Faraday to Christian Friedrich Schoenbein   10 August 1842

Tynemouth | 10 August 1842.

My dear Schoenbein

I have received both your letters i.e those of the dates of April 9th and July 8th1 the last just now at Tynemouth - so that if your friend went to the Institution I lost the pleasure of seeing him and in any little attention to him the pleasure of doing any thing as thanks to you for your continual & unvarying kindness which is to me of great value for though I now feel pretty nearly excluded as a workman in science it would grieve me much to think that I was forgotten by the few friends which similarity of pursuit has accidentally as it were made for me. I rather hope & am persuaded of it in your case that whilst they vigorously run their successful career they will let me look on & rejoice in their progress[.]

We have been here (Northumberland) for 5 or 6 weeks and must soon return home again[.] Although I am ashamed to write about myself yet I am sure you will wish to know that I am well in bodily health & in good spirits as long as I do not exert my memory it remains just as it was[.]

You appear to have heard that I was at Manchester and so I was in a manner but if you had been there I should not have seen you and did not have the pleasure of hearing your papers which however I think were read2 but I have no access to any report here & cannot from memory tell you whether I did or did not read a report of it in the papers sent me. The facts are these I did not mean to go but the Society of Sciences at Modena wrote to Herschel & myself saying they had appointed us to represent them at the Association and as he at first said he could not go & wrote to me on the matter I went to Manchester and made my appearance at the Committee meeting on the day previous to the opening of the General Meeting and reported the credentials of the Society which I represented3; having done that I left Manchester early in the morning in which the great body met & so escaped to London.

The volumes you sent and of which I think I know the author I immediately conveyed to their destination. You know I do not read German but just before I came here I was looking at some of the words which caught my attention & guessing at the meaning suspect the book was written by a very partial friend of mine4. The volume is now in the hands of a friend who when I go back is to tell me something of what it says[.]

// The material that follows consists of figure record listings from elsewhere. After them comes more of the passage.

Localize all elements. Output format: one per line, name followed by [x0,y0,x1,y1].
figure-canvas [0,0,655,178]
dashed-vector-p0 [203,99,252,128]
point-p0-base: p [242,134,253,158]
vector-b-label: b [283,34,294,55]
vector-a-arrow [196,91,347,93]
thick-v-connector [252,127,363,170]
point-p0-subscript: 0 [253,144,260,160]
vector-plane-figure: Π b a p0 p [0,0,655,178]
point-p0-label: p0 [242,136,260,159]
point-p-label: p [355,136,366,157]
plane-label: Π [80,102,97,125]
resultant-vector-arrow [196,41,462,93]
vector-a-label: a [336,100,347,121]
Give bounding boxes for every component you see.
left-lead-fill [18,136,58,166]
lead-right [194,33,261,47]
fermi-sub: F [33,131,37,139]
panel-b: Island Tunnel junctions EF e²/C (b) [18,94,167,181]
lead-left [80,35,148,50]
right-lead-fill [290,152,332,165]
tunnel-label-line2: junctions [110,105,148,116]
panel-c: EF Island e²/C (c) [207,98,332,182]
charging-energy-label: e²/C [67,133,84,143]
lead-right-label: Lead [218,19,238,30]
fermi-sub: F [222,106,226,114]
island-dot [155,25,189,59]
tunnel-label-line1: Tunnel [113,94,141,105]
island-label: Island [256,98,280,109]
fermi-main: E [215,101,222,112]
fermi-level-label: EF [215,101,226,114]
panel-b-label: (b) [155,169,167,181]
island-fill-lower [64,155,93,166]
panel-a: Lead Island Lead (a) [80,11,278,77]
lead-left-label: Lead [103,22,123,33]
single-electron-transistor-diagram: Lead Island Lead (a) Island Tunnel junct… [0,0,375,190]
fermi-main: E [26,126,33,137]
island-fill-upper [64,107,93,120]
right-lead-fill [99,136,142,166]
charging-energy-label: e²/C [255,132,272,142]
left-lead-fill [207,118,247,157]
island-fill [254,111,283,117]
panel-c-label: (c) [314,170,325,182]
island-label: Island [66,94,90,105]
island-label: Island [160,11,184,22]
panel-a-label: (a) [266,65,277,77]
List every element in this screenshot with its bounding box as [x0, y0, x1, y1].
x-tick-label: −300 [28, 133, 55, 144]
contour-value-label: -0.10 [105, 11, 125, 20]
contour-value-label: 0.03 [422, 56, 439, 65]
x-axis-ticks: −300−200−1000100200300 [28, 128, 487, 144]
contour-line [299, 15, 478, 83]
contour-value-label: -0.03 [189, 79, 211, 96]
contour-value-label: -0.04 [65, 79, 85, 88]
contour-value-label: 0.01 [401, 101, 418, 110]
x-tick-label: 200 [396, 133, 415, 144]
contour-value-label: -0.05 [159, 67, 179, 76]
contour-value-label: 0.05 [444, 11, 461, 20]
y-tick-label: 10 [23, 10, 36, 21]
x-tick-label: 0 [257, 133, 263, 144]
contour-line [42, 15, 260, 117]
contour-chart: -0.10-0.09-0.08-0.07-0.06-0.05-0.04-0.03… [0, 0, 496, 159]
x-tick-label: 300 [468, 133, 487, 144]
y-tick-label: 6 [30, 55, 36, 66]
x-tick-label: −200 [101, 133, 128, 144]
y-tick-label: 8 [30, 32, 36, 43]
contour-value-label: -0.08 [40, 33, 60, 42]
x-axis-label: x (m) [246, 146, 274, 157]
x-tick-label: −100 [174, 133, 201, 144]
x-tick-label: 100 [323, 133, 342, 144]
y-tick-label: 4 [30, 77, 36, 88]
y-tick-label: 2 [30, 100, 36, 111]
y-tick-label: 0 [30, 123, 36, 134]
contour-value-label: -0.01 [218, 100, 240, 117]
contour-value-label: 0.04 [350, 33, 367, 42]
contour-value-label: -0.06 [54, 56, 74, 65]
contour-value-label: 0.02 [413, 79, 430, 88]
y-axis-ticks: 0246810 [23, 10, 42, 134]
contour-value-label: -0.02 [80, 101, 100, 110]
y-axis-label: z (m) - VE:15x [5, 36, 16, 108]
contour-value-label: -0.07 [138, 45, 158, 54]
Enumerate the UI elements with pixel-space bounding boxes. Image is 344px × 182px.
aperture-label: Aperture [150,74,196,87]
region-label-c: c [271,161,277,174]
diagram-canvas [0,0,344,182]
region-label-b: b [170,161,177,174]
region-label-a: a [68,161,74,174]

I shall look for Your paper in the Archives5 with some impatience. I see that in No. 4 De la Rive says he was obliged to postpone it to the next number6 where I suppose I shall find the account of the Iron battery also7. That Iron is a very various matter & evidently must be of great importance to the theory of Electrical action because it is a case of one substance assuming such different conditions of electrical action[.] I hope you will ultimately find the key to all the phenomena which no doubt are simple and <I> am fully persuaded great discoveries (now unexpected) <will> be the reward[.]

Pray give my kindest remembrances to Mrs Schoenbein and try to raise up a recollection of me in the minds of the children[.] I wonder whether they would know me if they saw me again[.] My wife unites in best wishes & thoughts to Yourself & your wife. May you both enjoy together all the health & happiness that a contented mind can desire[.]

Ever Most Truly Yours | M. Faraday


Address: Dr Schoenbein | Professor | &c &c &c | Basle | on the Rhine

Letters 1390 and 1413.
Schoenbein (1842b). Another paper by Schoenbein, entitled "On a Peculiar Condition of Iron" was also read. See Athenaeum, 30 July 1842, p.688.
[Schoenbein] (1842a).
Schoenbein (1842d).
See Arch.Elec., 1842, 2: 239-40.
Schoenbein (1842e).

Bibliography

SCHOENBEIN, Christian Friedrich (1842b): “On the Electrolysing Power of a simple Voltaic Circle”, Rep. Brit. Ass., 30-31.

SCHOENBEIN, Christian Friedrich (1842d): “Observations sur un état particulier du fer”, Arch. Elec., 2: 267-85.

SCHOENBEIN, Christian Friedrich (1842e): “Notice sur une nouvelle pile voltaïque”, Arch. Elec., 2: 286-9.